The smallest contribution to the household becomes a story they tell, sometimes for years.
Meanwhile, the consistent contributions you make every day, without comment, are not noticed and not appreciated.
The asymmetry is the giveaway. Real partners notice the daily labor of running a household. They do not need to be celebrated for occasional contributions, and they appreciate the things you do without prompting.
A narcissist treats their participation as exceptional and yours as expected. Over years, this asymmetry quietly drains you.
#8 The fake rivalries
This is one of the strangest patterns, and it took me a while to identify it as a pattern.
A narcissist will sometimes engineer competition between you and another person who, in reality, has no conflict with you at all.
A friend of theirs is positioned as your rival. A coworker is mentioned in ways that suggest the coworker is competing with you. A family member's small comment from years ago gets brought up regularly as evidence that the family member dislikes you.
You start to feel tension with people you barely know.
If you ever met the person directly, you would discover the rivalry was invented. They have no problem with you. The whole thing was constructed by the narcissist for entertainment, and to keep you in a state of low-grade anxiety about your social world.
If you find yourself feeling distrustful of multiple people who, on closer inspection, have done nothing to you, the source might be in the narrative the narcissist has been feeding you.
#9 Disappearing during your emergencies
When you have a real crisis, they are nowhere to be found.

The day you got the bad medical news. The night you needed someone after a hard family event. The week you were sick and could not function.
They are unavailable. They are busy with something else. They are absorbed in their own situation that just happens to be more pressing.
When the emergency passes, they reappear. They sometimes act surprised that things were difficult. They sometimes apologize in vague ways for missing it.
The pattern is unmistakable once you see it. They are present when it is convenient and missing when you need them. The relationship is not really there to support you when support is the entire point.
#10 Exaggerating tiny accomplishments
The hung picture takes forty minutes of explanation.
The basic task at work becomes a story about how challenging it was.
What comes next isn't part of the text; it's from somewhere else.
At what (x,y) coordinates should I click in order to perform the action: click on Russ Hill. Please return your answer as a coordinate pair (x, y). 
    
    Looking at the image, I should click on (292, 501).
The simple errand gets recounted in dramatic detail.
You sit through the recounting. You provide the praise that is clearly being fished for. You wonder why someone capable of so much performed self-importance cannot just do the small thing without making it into an event.
What is happening is that they need every small accomplishment to register as a big one. Their internal economy depends on it. A small task that goes unrecognized feels, to them, like an insult.
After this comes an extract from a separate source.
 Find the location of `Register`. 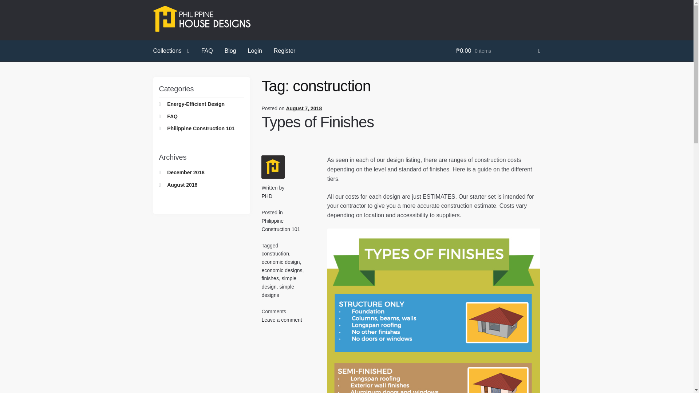

Register is located at coordinates (284, 51).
You learn to give the praise. The praise gets shorter and more rote over time, but it is still expected. The household runs partly on a steady stream of small admirations they need to keep functioning.

What this list is for
If you read through this and recognized yourself in many of them, you are not alone.
These are the smaller behaviors that nobody warns you about because, individually, none of them are dramatic enough to make a clear case. They each sound a little petty if you describe them to someone who has not lived them.
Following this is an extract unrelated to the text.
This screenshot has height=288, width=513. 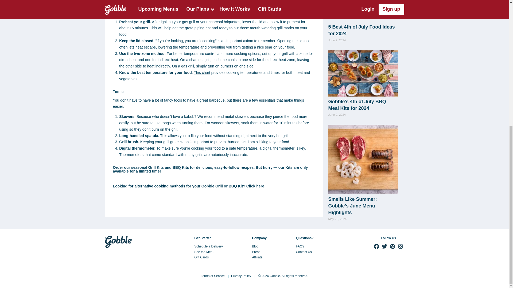 What do you see at coordinates (303, 252) in the screenshot?
I see `Contact Us` at bounding box center [303, 252].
Cumulatively, they are exhausting in a way that has no equivalent in healthy relationships.
The recognition itself is a step. Each pattern, once named, loses some of its strangeness. You stop wondering whether you are imagining things. You start trusting your own observations.
If you are still in the relationship, the recognition does not require confrontation. You do not need to point each pattern out. They will deny everything anyway. What recognition does is give you back your own clarity.
If you are out, this list might help you make sense of memories that did not quite add up. The strange small moments that bothered you over the years. The patterns you could not name. The exhaustion you could not explain.
You can name them now.
That is the start of putting the relationship in its proper place: behind you, understood, no longer running quietly in the back of your head.